SIGHTINGS


 
Safer Cigarettes Patented
But Were Never Made
BBC News - Sci/Tech
3-5-99
 
LONDON - Tobacco firms could have produced safer cigarettes that would have cut the health risks of smoking and prevented thousands of deaths, researchers said on Wednesday.
 
A new report from the Imperial Cancer Research Fund (ICRF) and Action on Smoking and Health (ASH) showed the international tobacco industry had 57 U.S. patents approved for modifications that could have reduced the chemicals in cigarettes that cause cancer, heart disease and emphysema.
 
But the tobacco companies never made them because producing safer cigarettes would have been expensive and an admission that the existing ones were "unsafe.''
 
"The cigarette is like a dirty syringe for taking the drug nicotine.

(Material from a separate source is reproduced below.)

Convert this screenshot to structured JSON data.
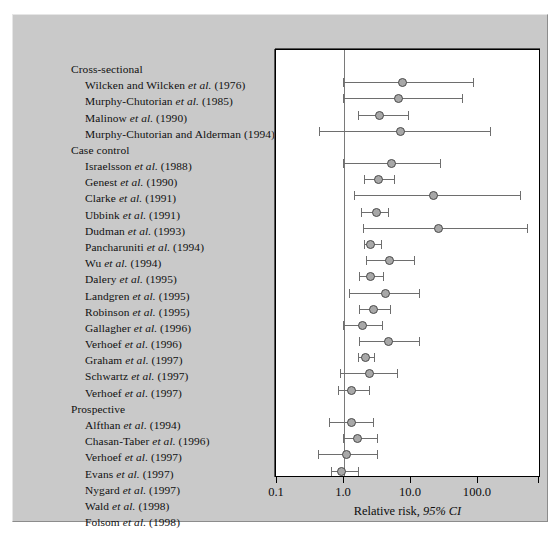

What we now know is that the tobacco companies could have made it less dirty,'' said Dr Martin Jarvis, of the ICRF.
 
He told a news conference to launch the report that all smokers want is nicotine, but what they get are about 4,000 other compounds in the smoke, many of which are dangerous.
 
"The tobacco companies are failing to deal with the many toxic compounds in the smoke,'' he said, adding that even a small improvement could save thousands of lives.
 
John Carlisle, of the Tobacco Manufacturers' Association, said the allegations were unsubstantiated. He said the industry would look at the report to see if there were items that needed further investigation.
 
"We don't believe there are any further developments that need considering at the moment,'' he told Reuters.
 
"What we do refute are the allegations that we are trying to keep anything secret. We are an open industry. We talk to the government regularly. Patents are published and so is much of the scientific evidence.''
 
The British Medical Association said the tobacco industry has a moral obligation to make their products as safe as possible.
 
"There are many toxic emissions which technology can eliminate from tobacco smoke and the tobacco industry should be required to remove them by regulation,'' Dr Bill O'Neill, the BMA's science and research adviser, said in a statement.
 
The report reviewed 25 years of patents for designs to reduce some of the cancer-causing compounds in cigarette smoke.
 
Companies considered adding catalysts, similar to those on cars, to reduce carbon monoxide and nitrous oxides. Other patents included chemical filters to remove hydrogen cyanide and hydrogen sulphide and acetaldehyde which could have reduced respiratory illnesses.
 
"Introducing technologies that would make cigarettes safer gives the tobacco companies a series of headaches,'' said Clive Bates of ASH.
 
"In producing a safer cigarettes...you are acknowledging that the product you have on the market, at present, is dangerous. That is not a route the companies wanted to go down.''
 
To prove his point, Bates referred to a 1986 internal memo by Patrick Sheehy, a former chief executive of British American Tobacco, which was released during recent tobacco court cases in the United States.
 
"In attempting to develop a 'safe' cigarette you are, by implication, in danger of being interpreted as accepting that the current product is 'unsafe' and this is not a position I think we should take,'' Sheehy said in the memo.
 
The report said additional costs to the companies, failure of regulators to set standards, and the development of low-tar cigarettes as an alternative were other reasons why the safer cigarettes were never produced.